Bar-Ilan University and UKIM University, Macedonia’s largest university, have signed new cooperation agreements in Macedonia’s capital city of Skopje, under the auspices of Minister of Health Dr. Venko Filipce and Minister of Education Dr. Arber Ademi. Both ministers delivered remarks at the signing ceremony.
The agreements, which will establish cooperation between the faculties of medicine and the faculties of humanities and social sciences, were signed by Prof. Karl Skorecki, Dean of the Azrieli Faculty of Medicine at Bar-Ilan University, University Deputy President Prof. Moshe Lewenstein, and UKIM University Rector Prof. Nikola Jankulovski. Cooperation between the Azrieli Faculty and UKIM University was initiated by former Azrieli Faculty Dean Prof. Ran Tur-Kaspa. All cooperation between Bar-Ilan University and Macedonia is being led by Bar-Ilan Academic Secretary Dr. Rachel Levy-Drummer.
An additional agreement, expected to be signed between Bar-Ilan University and the Macedonian Ministries of Health and Innovation, will offer Macedonian physicians a course in clinical bioinformatics. The course will be taught by Bar-Ilan’s Academic Secretary, Dr. Rachel Levy-Drummer, who specializes in biostatistics and computational biology, and Prof. Ron Unger, Director of the Computational Biology Program.
The agreement will bring Macedonia one step closer towards breaking into the field of personalized medicine, in which medical decisions, practices, interventions and more are tailored to individual patients. This innovative field does not yet exist in Macedonia.

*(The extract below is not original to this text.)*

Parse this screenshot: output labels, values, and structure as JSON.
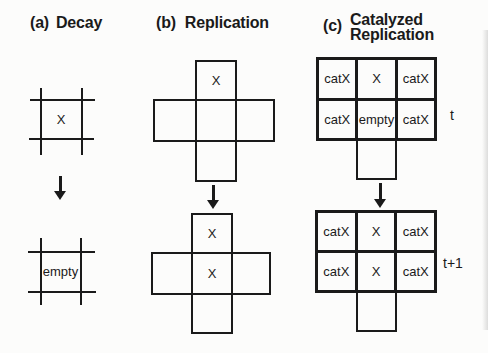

In the framework of an Erasmus Mobility Agreement, Bar-Ilan University has become active in a large-scale project to restore Macedonia’s ancient Jewish cemetery of Bitola, the largest and oldest in the Balkans. Dr. Levy-Drummer, Prof. Irit Amit, of the Department of Geography and Environment, Prof. Shmuel Refael, Director of the Naime and Yehoshua Salti Institute for Ladino Studies, and Dr. Ilia Rodov, Chairman of the Department of Jewish Art, are participating in this effort together with researchers from UKLO University in Bitola.

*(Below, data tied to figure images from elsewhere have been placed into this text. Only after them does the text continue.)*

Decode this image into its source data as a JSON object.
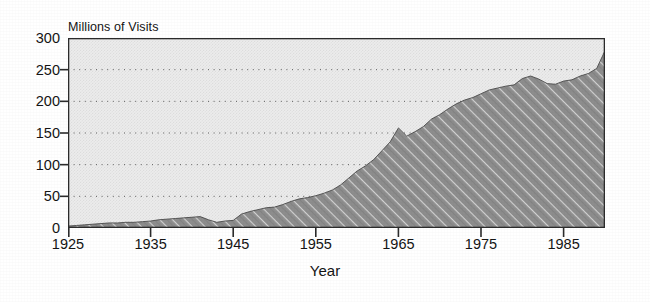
{
  "figure": {
    "background_color": "#ffffff",
    "plot_background_color": "#ebebeb",
    "area_fill_color": "#8a8a8a",
    "axis_color": "#2b2b2b",
    "grid_color": "#666666",
    "text_color": "#141414"
  },
  "chart_data": {
    "type": "area",
    "title": "",
    "subtitle": "",
    "ylabel": "Millions of Visits",
    "xlabel": "Year",
    "ylim": [
      0,
      300
    ],
    "xlim": [
      1925,
      1990
    ],
    "yticks": [
      0,
      50,
      100,
      150,
      200,
      250,
      300
    ],
    "ytick_labels": [
      "0",
      "50",
      "100",
      "150",
      "200",
      "250",
      "300"
    ],
    "xticks": [
      1925,
      1935,
      1945,
      1955,
      1965,
      1975,
      1985
    ],
    "xtick_labels": [
      "1925",
      "1935",
      "1945",
      "1955",
      "1965",
      "1975",
      "1985"
    ],
    "grid": "horizontal-dotted",
    "legend": "none",
    "series_name": "Visits",
    "x": [
      1925,
      1926,
      1927,
      1928,
      1929,
      1930,
      1931,
      1932,
      1933,
      1934,
      1935,
      1936,
      1937,
      1938,
      1939,
      1940,
      1941,
      1942,
      1943,
      1944,
      1945,
      1946,
      1947,
      1948,
      1949,
      1950,
      1951,
      1952,
      1953,
      1954,
      1955,
      1956,
      1957,
      1958,
      1959,
      1960,
      1961,
      1962,
      1963,
      1964,
      1965,
      1966,
      1967,
      1968,
      1969,
      1970,
      1971,
      1972,
      1973,
      1974,
      1975,
      1976,
      1977,
      1978,
      1979,
      1980,
      1981,
      1982,
      1983,
      1984,
      1985,
      1986,
      1987,
      1988,
      1989,
      1990
    ],
    "values": [
      3,
      4,
      5,
      6,
      7,
      8,
      8,
      9,
      9,
      10,
      11,
      13,
      14,
      15,
      16,
      17,
      18,
      13,
      9,
      11,
      12,
      22,
      26,
      29,
      32,
      33,
      37,
      42,
      46,
      48,
      51,
      55,
      60,
      68,
      79,
      90,
      98,
      108,
      122,
      136,
      158,
      145,
      152,
      160,
      172,
      179,
      188,
      196,
      202,
      206,
      212,
      218,
      221,
      224,
      226,
      236,
      240,
      235,
      228,
      227,
      232,
      234,
      240,
      244,
      252,
      280
    ],
    "annotations": [
      {
        "label": "WWII decline",
        "x": 1943,
        "y": 9
      },
      {
        "label": "1965 peak",
        "x": 1965,
        "y": 158
      }
    ]
  }
}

Led by Israeli Ambassador to Macedonia Dan Oryan, the project is particularly significant given the fact that Macedonia was home to the most ancient Balkan Sephardic community, 98% of which was annihilated at Treblinka. Out of a community of some 7,400 people, only about 150 survived.
Cooperation in this realm is currently being expanded with the support of Prof. Yaron Harel, Dean of the Faculty of Jewish Studies, and Prof. Judy Baumel-Schwartz, Director of the Arnold and Leona Finkler Institute for Holocaust Research.

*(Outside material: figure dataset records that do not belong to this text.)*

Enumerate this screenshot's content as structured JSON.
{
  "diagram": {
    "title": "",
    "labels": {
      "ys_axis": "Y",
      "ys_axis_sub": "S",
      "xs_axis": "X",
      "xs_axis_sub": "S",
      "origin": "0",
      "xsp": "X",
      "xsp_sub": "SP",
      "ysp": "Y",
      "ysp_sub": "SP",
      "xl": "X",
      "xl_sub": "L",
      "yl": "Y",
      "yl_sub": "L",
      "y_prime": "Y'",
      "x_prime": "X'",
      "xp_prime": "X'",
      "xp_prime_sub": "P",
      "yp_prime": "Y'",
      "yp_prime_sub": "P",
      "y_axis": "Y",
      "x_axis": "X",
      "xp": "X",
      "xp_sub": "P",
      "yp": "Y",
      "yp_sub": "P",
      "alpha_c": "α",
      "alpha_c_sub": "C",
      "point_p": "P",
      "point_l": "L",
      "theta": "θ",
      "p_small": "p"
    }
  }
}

“The Israeli Ministry of Foreign Affairs views this project as particularly important in the preservation and commemoration of a Balkan Sephardic community that was almost completely destroyed during the Holocaust,” said Amb. Oryan.
“We see academic cooperation between Israel and Macedonia as a significant step towards strengthening relations between our countries. Bar-Ilan University’s role in the special ties that we are building with Macedonia is very significant both in the classical disciplines of academia, and in the unique partnership in advancing the effort to tell the story of the Jewish people in general, and in particular the legacy of the Macedonian Jewish community and the tragedy it endured during the Holocaust,” he added.
Bar-Ilan University’s Smart Cities Impact Center, headed by Dr. Eyal Yaniv, Director of the School of Business Administration, also has academic collaboration with Macedonia. As part of Bar-Ilan’s ongoing joint academic activities, a hackathon on the legacy of Macedonian Jewry was held last year.
In the near future Prof. Uri Polat, Director of Bar-Ilan’s School of Optometry and Vision Science, will head a delegation of researchers and alumni to Macedonia, where they will perform wide-ranging eye exams on young children who, without proper diagnosis and treatment, may eventually suffer from learning and social problems.